Rent seeking

There are two ways individuals can acquire wealth: production and plunder. When individuals produce goods or services and exchange them for income, they not only enrich themselves but they also enhance the wealth of the society. Sometimes the rules – or lack of rule enforcement- also allow people to get ahead by taking, or plundering, what others have produced. This method not only fails to generate additional income – the gain of one is a loss of another – but it also consumes resources and thereby reduces the wealth of the society.
Rent seeking is the term economists use when they refer to actions taken by individuals and groups seeking to use the political process to take the wealth of others. Perhaps “favor seeking” would be a more descriptive term for this type of activity, which generally involves “investing” resources in lobbying and other activities designed to gain favors from the government.
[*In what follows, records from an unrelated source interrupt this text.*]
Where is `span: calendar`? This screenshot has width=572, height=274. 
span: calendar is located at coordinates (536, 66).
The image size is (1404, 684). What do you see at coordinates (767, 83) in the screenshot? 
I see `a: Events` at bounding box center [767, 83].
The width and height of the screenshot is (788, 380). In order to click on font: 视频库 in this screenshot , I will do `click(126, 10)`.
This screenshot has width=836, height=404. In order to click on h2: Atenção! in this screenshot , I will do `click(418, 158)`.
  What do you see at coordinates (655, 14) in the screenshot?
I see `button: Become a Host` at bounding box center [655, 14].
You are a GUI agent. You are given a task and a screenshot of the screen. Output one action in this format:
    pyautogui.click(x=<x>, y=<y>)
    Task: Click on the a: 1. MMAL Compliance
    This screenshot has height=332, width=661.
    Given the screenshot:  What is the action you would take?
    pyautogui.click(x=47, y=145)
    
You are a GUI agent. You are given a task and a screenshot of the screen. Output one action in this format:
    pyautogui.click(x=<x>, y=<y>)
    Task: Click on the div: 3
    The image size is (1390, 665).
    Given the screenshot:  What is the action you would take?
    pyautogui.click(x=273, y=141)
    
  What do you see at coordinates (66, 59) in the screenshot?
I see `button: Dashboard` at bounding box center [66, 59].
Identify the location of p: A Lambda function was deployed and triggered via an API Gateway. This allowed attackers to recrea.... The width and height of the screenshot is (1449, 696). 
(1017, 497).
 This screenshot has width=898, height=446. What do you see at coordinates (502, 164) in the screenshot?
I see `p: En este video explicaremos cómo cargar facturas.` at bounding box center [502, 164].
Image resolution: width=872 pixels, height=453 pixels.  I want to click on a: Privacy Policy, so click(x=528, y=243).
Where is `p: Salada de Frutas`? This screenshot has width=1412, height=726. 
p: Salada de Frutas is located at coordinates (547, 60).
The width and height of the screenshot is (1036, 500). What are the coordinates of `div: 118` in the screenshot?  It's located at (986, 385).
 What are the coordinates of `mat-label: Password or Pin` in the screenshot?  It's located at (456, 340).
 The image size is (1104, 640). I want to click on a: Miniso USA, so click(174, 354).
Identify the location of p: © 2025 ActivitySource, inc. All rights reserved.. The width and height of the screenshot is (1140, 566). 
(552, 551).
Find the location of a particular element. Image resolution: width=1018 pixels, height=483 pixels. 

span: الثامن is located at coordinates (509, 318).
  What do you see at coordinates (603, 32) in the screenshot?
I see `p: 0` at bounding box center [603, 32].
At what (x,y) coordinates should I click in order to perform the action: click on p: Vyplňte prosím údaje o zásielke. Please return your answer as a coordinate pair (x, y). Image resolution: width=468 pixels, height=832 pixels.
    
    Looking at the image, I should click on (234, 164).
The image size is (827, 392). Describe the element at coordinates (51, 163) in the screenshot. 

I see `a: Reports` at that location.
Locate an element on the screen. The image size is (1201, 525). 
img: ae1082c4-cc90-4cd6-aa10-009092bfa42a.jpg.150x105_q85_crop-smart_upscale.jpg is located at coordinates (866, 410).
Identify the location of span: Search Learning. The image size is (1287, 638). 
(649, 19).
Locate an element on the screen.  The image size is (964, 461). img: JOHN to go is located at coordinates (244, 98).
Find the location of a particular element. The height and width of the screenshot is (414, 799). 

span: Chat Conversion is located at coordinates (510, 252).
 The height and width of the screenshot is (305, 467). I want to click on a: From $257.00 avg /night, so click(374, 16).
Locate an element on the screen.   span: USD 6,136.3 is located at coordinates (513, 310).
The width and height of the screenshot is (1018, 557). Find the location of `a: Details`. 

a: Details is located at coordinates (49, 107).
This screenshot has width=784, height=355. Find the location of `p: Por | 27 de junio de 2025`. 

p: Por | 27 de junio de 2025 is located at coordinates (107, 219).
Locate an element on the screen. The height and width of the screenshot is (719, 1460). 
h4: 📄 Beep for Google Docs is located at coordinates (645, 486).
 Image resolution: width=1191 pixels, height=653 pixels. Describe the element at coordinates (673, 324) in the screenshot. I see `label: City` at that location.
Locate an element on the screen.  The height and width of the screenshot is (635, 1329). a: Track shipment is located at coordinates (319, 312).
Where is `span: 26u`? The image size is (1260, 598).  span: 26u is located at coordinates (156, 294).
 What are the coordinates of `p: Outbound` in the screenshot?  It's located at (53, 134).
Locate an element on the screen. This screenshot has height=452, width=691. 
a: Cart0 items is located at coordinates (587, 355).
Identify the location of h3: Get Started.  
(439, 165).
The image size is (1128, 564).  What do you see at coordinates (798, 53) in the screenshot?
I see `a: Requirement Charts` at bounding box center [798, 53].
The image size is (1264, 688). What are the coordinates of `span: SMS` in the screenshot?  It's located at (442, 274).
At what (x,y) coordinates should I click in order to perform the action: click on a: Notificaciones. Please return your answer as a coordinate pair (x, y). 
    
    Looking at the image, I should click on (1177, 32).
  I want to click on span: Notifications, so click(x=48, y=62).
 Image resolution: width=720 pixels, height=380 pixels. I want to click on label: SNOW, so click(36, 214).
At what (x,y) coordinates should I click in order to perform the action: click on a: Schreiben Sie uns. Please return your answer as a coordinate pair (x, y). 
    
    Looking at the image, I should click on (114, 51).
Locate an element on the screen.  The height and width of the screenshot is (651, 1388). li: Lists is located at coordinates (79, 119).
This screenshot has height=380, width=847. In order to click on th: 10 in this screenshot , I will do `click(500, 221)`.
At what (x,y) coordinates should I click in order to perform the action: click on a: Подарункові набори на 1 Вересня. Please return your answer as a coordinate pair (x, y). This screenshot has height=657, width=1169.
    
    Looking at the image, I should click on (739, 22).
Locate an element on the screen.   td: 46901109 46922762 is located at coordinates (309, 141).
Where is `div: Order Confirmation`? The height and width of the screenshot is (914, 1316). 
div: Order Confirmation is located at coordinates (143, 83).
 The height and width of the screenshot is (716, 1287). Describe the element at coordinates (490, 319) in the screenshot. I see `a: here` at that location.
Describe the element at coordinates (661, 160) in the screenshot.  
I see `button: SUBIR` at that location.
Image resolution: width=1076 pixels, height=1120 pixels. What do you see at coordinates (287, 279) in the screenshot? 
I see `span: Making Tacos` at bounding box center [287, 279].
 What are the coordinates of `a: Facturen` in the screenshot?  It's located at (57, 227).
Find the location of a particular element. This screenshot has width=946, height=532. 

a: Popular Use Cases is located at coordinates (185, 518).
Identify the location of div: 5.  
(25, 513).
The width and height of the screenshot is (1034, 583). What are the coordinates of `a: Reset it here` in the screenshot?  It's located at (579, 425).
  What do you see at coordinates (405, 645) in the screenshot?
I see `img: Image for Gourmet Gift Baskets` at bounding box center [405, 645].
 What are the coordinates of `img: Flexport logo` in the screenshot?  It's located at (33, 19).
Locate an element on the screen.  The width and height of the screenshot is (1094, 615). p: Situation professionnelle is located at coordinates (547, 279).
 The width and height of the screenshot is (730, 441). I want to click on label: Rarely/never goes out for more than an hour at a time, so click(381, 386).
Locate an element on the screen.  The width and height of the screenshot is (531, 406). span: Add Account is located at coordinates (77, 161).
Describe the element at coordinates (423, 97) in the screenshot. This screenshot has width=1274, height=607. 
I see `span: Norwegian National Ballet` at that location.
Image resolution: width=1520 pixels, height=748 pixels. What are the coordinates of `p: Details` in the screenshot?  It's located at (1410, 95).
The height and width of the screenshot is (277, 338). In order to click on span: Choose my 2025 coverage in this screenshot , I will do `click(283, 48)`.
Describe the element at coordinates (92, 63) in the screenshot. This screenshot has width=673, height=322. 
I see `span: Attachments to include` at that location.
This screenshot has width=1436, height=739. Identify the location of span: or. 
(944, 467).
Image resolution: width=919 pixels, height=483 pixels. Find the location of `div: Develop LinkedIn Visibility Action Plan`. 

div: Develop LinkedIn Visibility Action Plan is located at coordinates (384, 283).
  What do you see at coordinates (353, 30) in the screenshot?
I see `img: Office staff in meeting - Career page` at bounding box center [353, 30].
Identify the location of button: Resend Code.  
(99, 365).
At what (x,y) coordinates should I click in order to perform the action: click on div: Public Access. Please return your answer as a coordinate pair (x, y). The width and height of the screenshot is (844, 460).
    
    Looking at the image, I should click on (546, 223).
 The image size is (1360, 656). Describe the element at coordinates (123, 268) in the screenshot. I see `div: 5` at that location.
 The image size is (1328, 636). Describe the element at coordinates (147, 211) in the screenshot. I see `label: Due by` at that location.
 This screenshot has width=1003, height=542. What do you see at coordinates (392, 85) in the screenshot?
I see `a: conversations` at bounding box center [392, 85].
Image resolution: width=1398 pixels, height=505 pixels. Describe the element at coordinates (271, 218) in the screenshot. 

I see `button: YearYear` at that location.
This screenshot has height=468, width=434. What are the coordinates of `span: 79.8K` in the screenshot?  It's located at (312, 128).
The incentive for individual5 to spend time and effort in rent seeking will be determined by how rewarding it is. Rent seeking will be unattractive when constitutional constraints prevent politicians from taking the property of some and transferring it to others (or forcing some to pay for things desired by others).
When a government fails to allocate the costs of public-sector projects to the primary beneficiaries (through user fees, for example), or when it becomes heavily involved in transfer activities, people will spend more time organizing and lobbying politicians and less time producing goods and services. Resources that would otherwise be used to create wealth and generate income are wasted as people fight over slices of the economic pie- a pie that is smaller than it could be if they were engaged in productive activities instead. When the government grants favors to some people at the expense of others (instead of simply acting as a neutral force protecting property rights and enforcing contracts), counterproductive activities will expand while productive activities will shrink. As a result, the overall income level will fall short of its potential.
There is ample evidence that rent-seeking consumes a substantial amount of resources. Washington, D.C., is full of organizations seeking subsidies and other favors from the federal government. More than 3,000 trade associations have offices in Washington, and they employ nearly 100,000people seeking to alter the actions of Congress. Of course, business and labor organizations are well represented, but so, too, are agricultural interests, health care providers, trial lawyers, senior citizens, export industries, and many others.
As we noted earlier, income transfers have grown substantially during the last several decades. The government now taxes approximately one out of every seven dollars citizens earn, and transfers it to someone else. Rent seeking is the political “fuel” for most of these transfer activities. Interestingly, means-tested transfers, those directed toward the poor, constitute only about one-sixth of all transfers. No income test is applied to the other five- sixths of income transfers. These transfers are generally directed toward groups that are either well organized (like businesses and labor union interests) or easily identifiable (like the elderly and farmers). The people receiving these transfers often have incomes well above the average person.
Within the framework of public-choice analysis, the relatively small portion of income transfers directed toward the poor is not surprising. There is little reason to believe that transfers to the poor will be particularly attractive to vote-seeking politicians. After all, in the United States, the poor are less likely to vote than middle- and upper-income recipients. They are also less likely to be well informed on political issues and candidates. They are not an attractive source of political contributions. Politicians often argue that their proposed policies will help the poor, but there is little reason to believe that this will be a high priority for most of them.
There are three major reasons why government transfer activity will reduce the size of the economic pie. First, income redistribution weakens the link between productive activity and reward. When taxes take a larger share of a person’s income, the reward
from hard work and productive activity is reduced. Second, as public policy redistributes a larger share of income, more resources will flow into wasteful rent-seeking activities. Resources used for lobbying and other rent-seeking activities will not be available to increase the size of the economic pie. Third, higher taxes to finance income redistribution and an expansion in rent-seeking will induce taxpayers to focus less on income- producing activities, and more on actions to protect their income. More accountants, lawyers, and tax-shelter experts will be retained as people seek to limit the amount of their income redistributed to others. Like the resources allocated to rent seeking, re- sources allocated to protecting one’s wealth from the reach of government will also be unavailable for productive activity. Predictably, the incentives created by government redistribution policies will exert a negative impact on the level of economic activity.